Friday, July 5, 2019

France retreats from Recommendations of Savoy-Sarre Report


Vincent Noce, 'France retreats from report recommending automatic restitutions of looted African artefacts' (The Art Newspaper 5th July 2019) Suggestions from the controversial report on repatriation written last November by Bénédicte Savoy and Felwin Sarr were all-but buried at a recent conference held at the French Academy in Paris. This instead of discussing what the report had suggested focused on “wider cultural cooperation with Africa“. The Savoy-Sarr report had recommended a systematic and unconditional return of African cultural heritage and created alarm in French and European museums. The prospect that it raised of automatic restitutions to African states of all goods seized during the colonial era was hailed on one side as a welcome advance in the process of building links between nations and towards a long-overdue decolonisation, but on the other as a threat to the so-called Universal Museum notion so beloved in the western world.

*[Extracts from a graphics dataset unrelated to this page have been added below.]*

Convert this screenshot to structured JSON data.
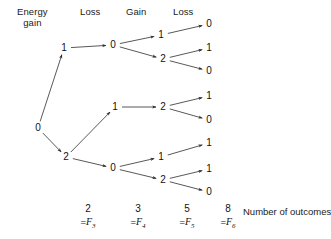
{
  "figure": {
    "type": "probability-tree-diagram",
    "stage_headers": [
      {
        "id": "energy-gain",
        "line1": "Energy",
        "line2": "gain",
        "x": 41,
        "y": 6
      },
      {
        "id": "loss-1",
        "line1": "Loss",
        "line2": "",
        "x": 92,
        "y": 6
      },
      {
        "id": "gain-1",
        "line1": "Gain",
        "line2": "",
        "x": 139,
        "y": 6
      },
      {
        "id": "loss-2",
        "line1": "Loss",
        "line2": "",
        "x": 186,
        "y": 6
      }
    ],
    "nodes": [
      {
        "id": "n-root",
        "label": "0",
        "x": 38,
        "y": 128,
        "level": 0
      },
      {
        "id": "n-l1-a",
        "label": "1",
        "x": 64,
        "y": 48,
        "level": 1
      },
      {
        "id": "n-l1-b",
        "label": "2",
        "x": 66,
        "y": 157,
        "level": 1
      },
      {
        "id": "n-l2-a",
        "label": "0",
        "x": 113,
        "y": 45,
        "level": 2
      },
      {
        "id": "n-l2-b",
        "label": "1",
        "x": 115,
        "y": 107,
        "level": 2
      },
      {
        "id": "n-l2-c",
        "label": "0",
        "x": 113,
        "y": 168,
        "level": 2
      },
      {
        "id": "n-l3-a",
        "label": "1",
        "x": 161,
        "y": 35,
        "level": 3
      },
      {
        "id": "n-l3-b",
        "label": "2",
        "x": 163,
        "y": 59,
        "level": 3
      },
      {
        "id": "n-l3-c",
        "label": "2",
        "x": 163,
        "y": 107,
        "level": 3
      },
      {
        "id": "n-l3-d",
        "label": "1",
        "x": 161,
        "y": 157,
        "level": 3
      },
      {
        "id": "n-l3-e",
        "label": "2",
        "x": 163,
        "y": 180,
        "level": 3
      },
      {
        "id": "n-l4-a",
        "label": "0",
        "x": 209,
        "y": 24,
        "level": 4
      },
      {
        "id": "n-l4-b",
        "label": "1",
        "x": 209,
        "y": 48,
        "level": 4
      },
      {
        "id": "n-l4-c",
        "label": "0",
        "x": 209,
        "y": 71,
        "level": 4
      },
      {
        "id": "n-l4-d",
        "label": "1",
        "x": 209,
        "y": 96,
        "level": 4
      },
      {
        "id": "n-l4-e",
        "label": "0",
        "x": 209,
        "y": 120,
        "level": 4
      },
      {
        "id": "n-l4-f",
        "label": "1",
        "x": 209,
        "y": 143,
        "level": 4
      },
      {
        "id": "n-l4-g",
        "label": "1",
        "x": 209,
        "y": 169,
        "level": 4
      },
      {
        "id": "n-l4-h",
        "label": "0",
        "x": 209,
        "y": 192,
        "level": 4
      }
    ],
    "edges": [
      {
        "from": "n-root",
        "to": "n-l1-a"
      },
      {
        "from": "n-root",
        "to": "n-l1-b"
      },
      {
        "from": "n-l1-a",
        "to": "n-l2-a"
      },
      {
        "from": "n-l1-b",
        "to": "n-l2-b"
      },
      {
        "from": "n-l1-b",
        "to": "n-l2-c"
      },
      {
        "from": "n-l2-a",
        "to": "n-l3-a"
      },
      {
        "from": "n-l2-a",
        "to": "n-l3-b"
      },
      {
        "from": "n-l2-b",
        "to": "n-l3-c"
      },
      {
        "from": "n-l2-c",
        "to": "n-l3-d"
      },
      {
        "from": "n-l2-c",
        "to": "n-l3-e"
      },
      {
        "from": "n-l3-a",
        "to": "n-l4-a"
      },
      {
        "from": "n-l3-b",
        "to": "n-l4-b"
      },
      {
        "from": "n-l3-b",
        "to": "n-l4-c"
      },
      {
        "from": "n-l3-c",
        "to": "n-l4-d"
      },
      {
        "from": "n-l3-c",
        "to": "n-l4-e"
      },
      {
        "from": "n-l3-d",
        "to": "n-l4-f"
      },
      {
        "from": "n-l3-e",
        "to": "n-l4-g"
      },
      {
        "from": "n-l3-e",
        "to": "n-l4-h"
      }
    ],
    "totals": [
      {
        "id": "total-f3",
        "count": "2",
        "eq": "=",
        "fname": "F",
        "fsub": "3",
        "x": 88,
        "y": 203
      },
      {
        "id": "total-f4",
        "count": "3",
        "eq": "=",
        "fname": "F",
        "fsub": "4",
        "x": 138,
        "y": 203
      },
      {
        "id": "total-f5",
        "count": "5",
        "eq": "=",
        "fname": "F",
        "fsub": "5",
        "x": 187,
        "y": 203
      },
      {
        "id": "total-f6",
        "count": "8",
        "eq": "=",
        "fname": "F",
        "fsub": "6",
        "x": 228,
        "y": 203
      }
    ],
    "caption": {
      "text": "Number of outcomes",
      "x": 243,
      "y": 212
    },
    "colors": {
      "ink": "#1a1a1a",
      "line": "#3a3a3a",
      "background": "#ffffff"
    }
  }
}
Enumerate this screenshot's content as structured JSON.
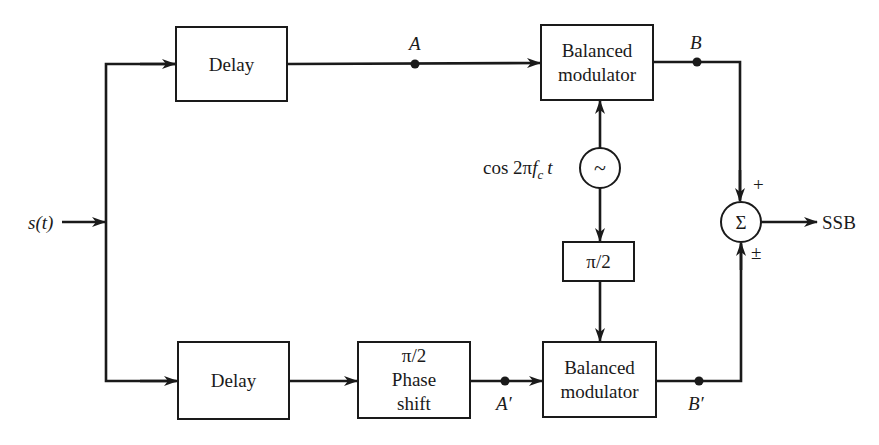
{
  "diagram": {
    "type": "block-diagram",
    "input_label": "s(t)",
    "output_label": "SSB",
    "blocks": {
      "delay_top": "Delay",
      "delay_bottom": "Delay",
      "modulator_top": [
        "Balanced",
        "modulator"
      ],
      "modulator_bottom": [
        "Balanced",
        "modulator"
      ],
      "phase_shift_signal": [
        "π/2",
        "Phase",
        "shift"
      ],
      "phase_shift_carrier": "π/2",
      "oscillator_symbol": "~",
      "summer_symbol": "Σ"
    },
    "carrier_label": {
      "prefix": "cos 2π",
      "f": "f",
      "sub": "c",
      "t": "t"
    },
    "nodes": {
      "A": "A",
      "B": "B",
      "A_prime": "A′",
      "B_prime": "B′"
    },
    "summer_signs": {
      "top": "+",
      "bottom": "±"
    },
    "colors": {
      "ink": "#1a1a1a",
      "background": "#ffffff"
    }
  }
}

In his opening speech at the symposium on Thursday, the French culture minister Franck Riester only pledged that "France will examine all requests presented by African nations" but asked them not to "focus on the sole issue of restitution."[...] The conference was attended by some 200 archaeologists, anthropologists, art historians, curators and representatives of ministries of culture from Europe and Africa. Despite being invited to address the meeting by the minister, Savoy and Sarr failed to show. They were not available for immediate comment.